By his own admission, he needed two things: a few weeks of quality preparation (fairly straightforward for a player not lumbered with end-of-season tour duties) and a challenging intervention from a stellar coach steeped in man-management know-how and natural authority (not straightforward at all). Cue Wayne Smith, the former All Black outside-half and New Zealand coach, who took over at Northampton shortly before last Christmas. Smith spoke and Dawson listened. The outcome of this unusual arrangement – Dawson is not the greatest listener in the world – could not have been happier.

"Wayne grabbed hold of me, basically," Dawson explained. "He said the things that needed to be said. I'm not trying to be funny here, but there are only so many people who can pose the right kind of challenge to someone who has won 40-odd caps for his country. Wayne is one of them. I was crying out for it to happen, although I'm not sure I realised it at the time. The thing about Wayne is his ability to put himself on a player's wavelength: he is technically and tactically aware and has the deep understanding of someone who has been there and done it, but more than that, he talks the players' language.

"Paul Grayson [Dawson's half-back partner at Franklin's Gardens] will tell you the same thing. When Wayne arrived, Paul was probably number three in the pecking order and saying to himself: 'What the hell do I do here? Do I stay, or do I quit?' At that stage, very few people would have imagined him playing as well as he is right now. But Wayne saw something in him, and challenged him to produce it. You can't put a price on that."

Two recent performances have illustrated the depth of Dawson's recovery from relative mediocrity. His exceptional contribution to Northampton's bold, if ultimately unsuccessful, assault on Gloucester's impressive Premiership record at Kingsholm earlier this month effectively earned him his latest spell in the international limelight, for Gomarsall, his opposite number that day, started the fixture marginally ahead in the selection race. With his big-match temperament and his can-do personality, Dawson invaded his rival's space and rail-roaded Woodward into a decisive reassessment.

Then, seven days ago, he gave George Gregan, the Wallaby captain, a serious hurry-up at Twickenham. This was Dawson in excelsis; by the time he had finished with the celebrated Brumbies half-back, journalists in Australia were calling for their man's demotion to the ranks. A repeat performance today, against the fast-handling Springbok Bolla Conradie, will give Dawson a clear run into the Six Nations and, assuming he continues at his present pitch, a guaranteed starting place on the summer tour of the Antipodes, during which Woodward will finalise his optimum combination for the World Cup.

Yet Dawson senses danger in Conradie: the danger of unfamiliarity. "I like to think I am fairly self-critical as a player, and I like to think I do my homework. Whoever my direct opponent might be, he gets every last piece of my attention and every single second of my time. But Conradie is new to me and familiarity, or rather the lack of it, does complicate matters. I know Gregan of old, just as I knew a lot about Joost van der Westhuizen when he was in the Boks' line-up. With Conradie, I can only go by the tapes until I get some information first hand. All I can say is this: if he is good enough to wear that shirt of theirs, he deserves respect."

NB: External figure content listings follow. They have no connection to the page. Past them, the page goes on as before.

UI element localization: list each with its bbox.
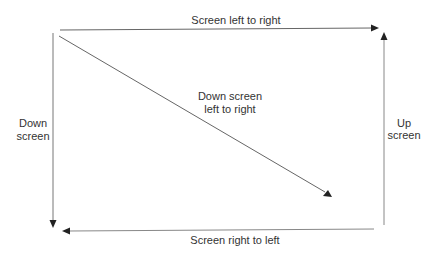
screen-direction-diagram: Screen left to right Down screen left to… (0, 0, 441, 258)
arrow-diagonal-down-right (59, 36, 332, 197)
label-down-line1: Down (19, 117, 47, 129)
arrowhead-up-icon (381, 32, 388, 40)
arrow-down-screen (50, 33, 57, 228)
label-screen-left-to-right: Screen left to right (191, 14, 280, 26)
arrow-up-screen (381, 32, 388, 225)
label-diagonal-line1: Down screen (198, 90, 262, 102)
arrowhead-right-icon (371, 25, 379, 32)
label-up-line1: Up (397, 117, 411, 129)
label-up-line2: screen (387, 129, 420, 141)
label-diagonal-line2: left to right (204, 103, 255, 115)
label-screen-right-to-left: Screen right to left (190, 234, 279, 246)
arrowhead-down-icon (50, 220, 57, 228)
arrowhead-left-icon (62, 228, 70, 235)
label-down-line2: screen (16, 130, 49, 142)
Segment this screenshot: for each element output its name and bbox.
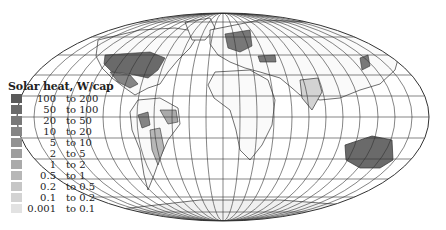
legend-item: 2to 5 — [6, 148, 121, 159]
legend-item: 0.5to 1 — [6, 170, 121, 181]
legend-swatch — [11, 149, 22, 158]
legend-swatch — [11, 160, 22, 169]
legend-title: Solar heat, W/cap — [8, 80, 121, 93]
legend-item: 1to 2 — [6, 159, 121, 170]
legend-item: 5to 10 — [6, 137, 121, 148]
legend-item: 0.1to 0.2 — [6, 192, 121, 203]
legend-item: 100to 200 — [6, 93, 121, 104]
legend-swatch — [11, 127, 22, 136]
legend-swatch — [11, 182, 22, 191]
legend: Solar heat, W/cap 100to 200 50to 100 20t… — [6, 80, 121, 214]
legend-swatch — [11, 193, 22, 202]
legend-item: 10to 20 — [6, 126, 121, 137]
legend-item: 0.001to 0.1 — [6, 203, 121, 214]
legend-swatch — [11, 116, 22, 125]
legend-item: 50to 100 — [6, 104, 121, 115]
legend-swatch — [11, 138, 22, 147]
legend-swatch — [11, 171, 22, 180]
legend-swatch — [11, 94, 22, 103]
solar-heat-world-map: Solar heat, W/cap 100to 200 50to 100 20t… — [0, 0, 446, 230]
legend-swatch — [11, 105, 22, 114]
legend-item: 20to 50 — [6, 115, 121, 126]
legend-item: 0.2to 0.5 — [6, 181, 121, 192]
legend-swatch — [11, 204, 22, 213]
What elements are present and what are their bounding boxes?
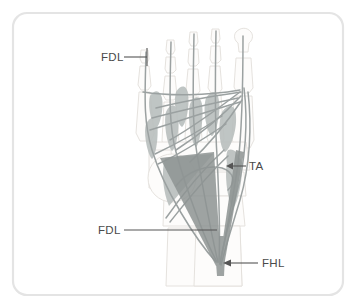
label-fdl-proximal: FDL — [101, 51, 124, 63]
label-fhl: FHL — [262, 257, 285, 269]
label-ta: TA — [249, 160, 263, 172]
label-fdl-distal: FDL — [98, 224, 121, 236]
foot-anatomy-diagram: FDL TA FDL FHL — [0, 0, 356, 308]
figure-root: FDL TA FDL FHL — [0, 0, 356, 308]
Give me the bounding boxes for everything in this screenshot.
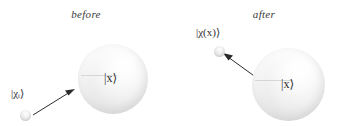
after-probe-sphere <box>214 46 225 57</box>
before-probe-sphere <box>20 110 31 121</box>
after-probe-label: |χ(x)⟩ <box>196 27 220 38</box>
panel-after: after |x⟩ |χ(x)⟩ <box>172 0 344 126</box>
panel-before: before |x⟩ |χᵢ⟩ <box>0 0 172 126</box>
scattering-before-after-figure: before |x⟩ |χᵢ⟩ after |x⟩ |χ(x)⟩ <box>0 0 344 126</box>
before-target-label: |x⟩ <box>104 72 117 84</box>
after-target-label: |x⟩ <box>281 78 294 90</box>
before-arrow-line <box>33 92 70 115</box>
before-probe-label: |χᵢ⟩ <box>11 88 24 99</box>
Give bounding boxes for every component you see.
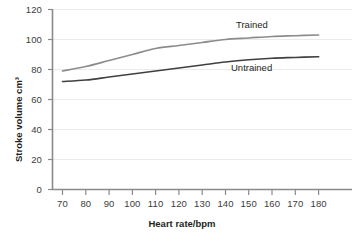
y-tick-label-80: 80	[12, 64, 42, 75]
y-axis-title: Stroke volume cm³	[13, 77, 24, 162]
x-tick-label-150: 150	[237, 198, 261, 209]
y-tick-label-0: 0	[12, 184, 42, 195]
x-tick-marks	[63, 190, 319, 195]
x-tick-label-110: 110	[144, 198, 168, 209]
series-label-untrained: Untrained	[231, 62, 272, 73]
x-tick-label-80: 80	[74, 198, 98, 209]
series-line-trained	[63, 35, 319, 71]
x-tick-label-120: 120	[167, 198, 191, 209]
x-tick-label-140: 140	[214, 198, 238, 209]
x-tick-label-130: 130	[190, 198, 214, 209]
x-tick-label-100: 100	[120, 198, 144, 209]
x-tick-label-70: 70	[51, 198, 75, 209]
series-label-trained: Trained	[236, 19, 268, 30]
x-tick-label-90: 90	[97, 198, 121, 209]
x-tick-label-160: 160	[260, 198, 284, 209]
x-tick-label-170: 170	[283, 198, 307, 209]
stroke-volume-chart: 120 100 80 60 40 20 0 70 80 90 100 110 1…	[0, 0, 364, 241]
y-tick-label-120: 120	[12, 4, 42, 15]
y-tick-label-100: 100	[12, 34, 42, 45]
x-tick-label-180: 180	[307, 198, 331, 209]
gridlines	[52, 10, 352, 160]
y-tick-marks	[48, 10, 52, 190]
x-axis-title: Heart rate/bpm	[0, 218, 364, 229]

For all that, Dawson is a mature cog in a very mature English wheel. He and his colleagues have learned to deal with the occasional shock to the system, rather than be shut down by it. "When we went 12 points behind against the Wallabies last weekend, it felt a little different because it had not happened to us at Twickenham for some time," he said. "But nobody actually articulated that, or gave the slightest sign of panic. Martin Johnson said all the right things, quietly: there was no tub-thumping, no hollering, no 'Come on, boys, we can do this' stuff.' Just a calm, sensible reaction to events."

Which just about sums up Dawson's own approach to the game, now that he has curbed his excesses. Who would have predicted that in the aftermath of Dublin 2001?